Local government (Councils) manages local services such as rubbish collection, water, local roads, parks and resource consents. 

Māori Representation

During the wars of the 1860s, some settlers began to realise it was necessary to bring Māori into the British system if the two sides were to get along. After much debate, in 1867 Parliament passed the Māori Representation Act, which established four electorates solely for Māori. 

Today there are seven Māori electorates, covering all of New Zealand. You must have indigenous whakapapa to vote in Māori electorates. Tangata whenua voters must choose whether to vote in the Māori or general electorates - not both.

MMP has dramatically increased Māori presence in Parliament beyond just seven dedicated seats. As of 2023, of the total 123 member of Parliament, there were 33 Māori MPs representing all political parties. Of the six parties currently in Parliament, four are led or co-led by Māori. 

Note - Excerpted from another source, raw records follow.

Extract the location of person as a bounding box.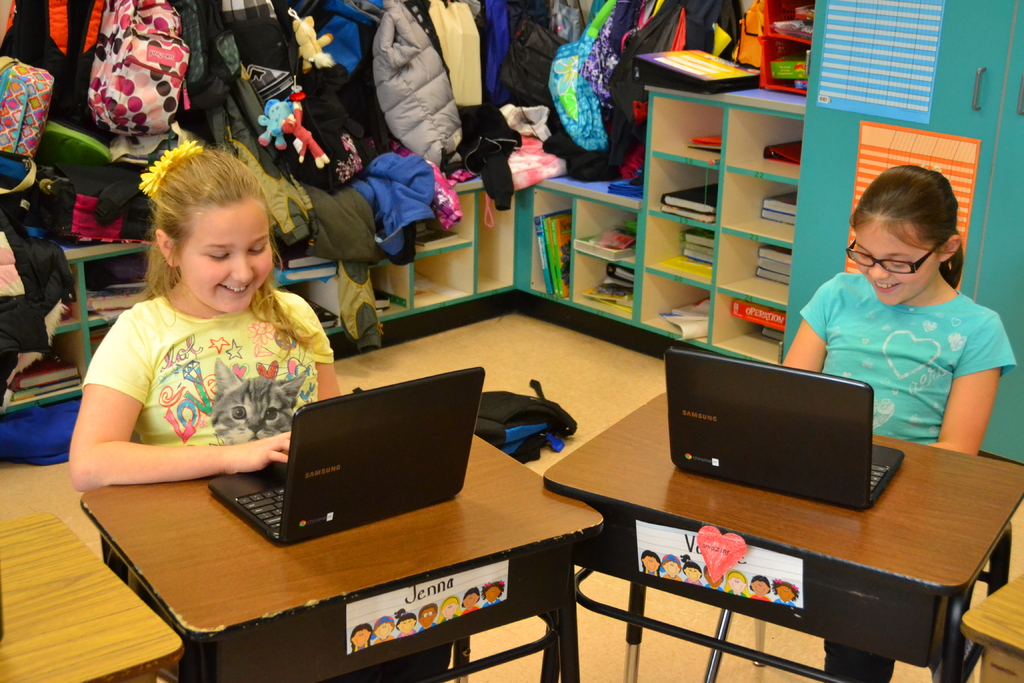
box=[781, 161, 1015, 682].
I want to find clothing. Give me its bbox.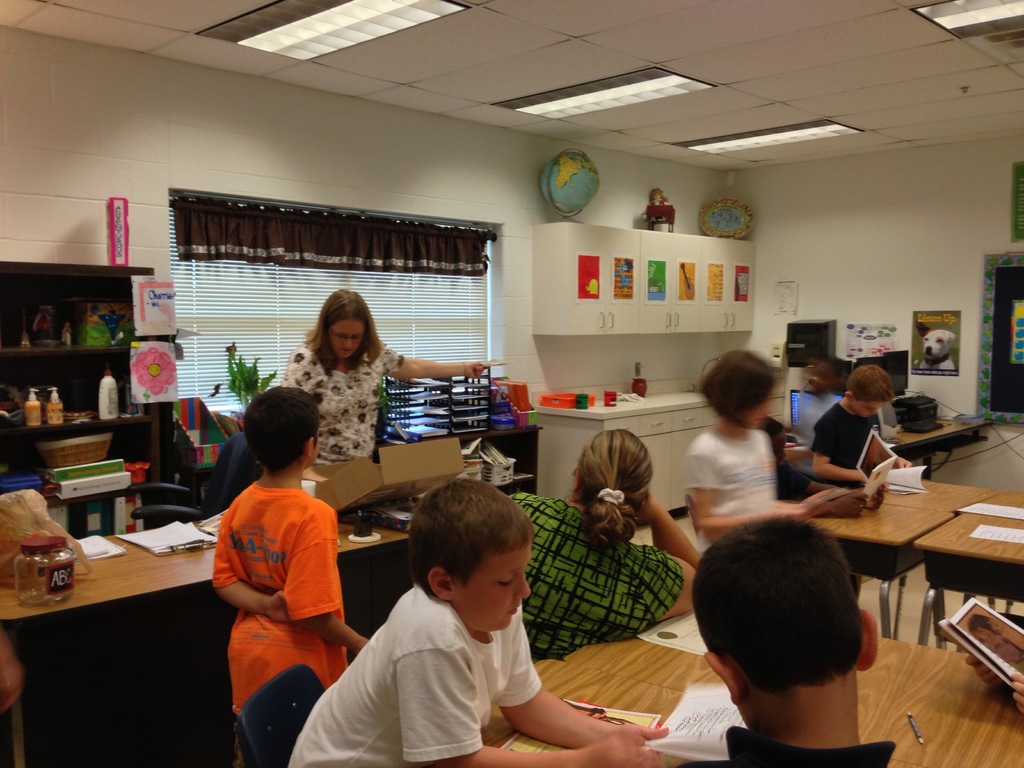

The current government has been critical of 'co-governance' arrangements. ACT advocates to abolish the Māori seats without a referendum, while New Zealand First says Māori voters should make the decision themselves. The Waitangi Tribunal has found that separate Māori representation is an Article 2 right under the Treaty of Waitangi, and that the Crown has an obligation to actively protect Maori citizenship and political representation rights. 

The 4-Year Term Bill 

New Zealand's three-year parliamentary term is relatively short in comparison to other countries. New Zealand lacks many of the constraints on political authority as there is no written constitution, no upper house and no federated structure. In this context frequent elections are the primary safeguard against executive dominance. 

The Term of Parliament Legislation Amendment Bill proposes that future Parliaments can meet for up to four years if certain conditions are met. It is designed so it only comes into force if a majority of voters support it in a referendum: "I vote to keep the maximum term of Parliament at 3 years" versus "I vote to change the maximum term of Parliament to 4 years".

The bill is expected to come into force on the day of the issue of the writ for the 2026 New Zealand general election. It will be repealed if a majority of electors vote to preserve the three-year term, or if no referendum on the matter is held within the next two general elections. 

Previously there have been two attempts to extend the term to four years. In 1967 and 1990 referendums proposing a longer term were unsuccessful. 

Democratic History & Firsts 

Women's Suffrage 

In 1893, New Zealand became the first self-governing country in the world to grant women the right to vote in national elections - 27 years before the United States, and over 25 years before Europe. The campaign was led by Kate Sheppard, who gathered massive petitions. The Electoral Act 1893, signed by Governor Lord Glasgow, made it law. Notably, women still couldn't stand as candidates until 1919. 

Māori Suffrage 

All Māori men gained the vote in 1867 - a full 12 years before universal male suffrage for Pakeha New Zealanders, and decades before most colonised peoples anywhere were enfranchised. However, the practical value was limited by the severe under-representation built into the four-seat system.

Nuclear-free legislation (1987)

New Zealand's nuclear-free policy, formalised in New Zealand Nuclear Free Zone, Disarmament, and Arms Control Act 1987, was a bold assertion of sovereignty. It banned nuclear-armed and nuclear-powered ships from New Zealand waters, directly causing a rupture in the ANZUS alliance with the United States. This policy remains in force and is broadly popular across party lines.

MMP adoption 

The move to MMP in 1993-1996 was itself a significant democratic milestone. One of the few examples of a functioning democracy voluntarily overhauling its electoral system through referendums, driven by genuine public dissatisfaction with FPP's distortions.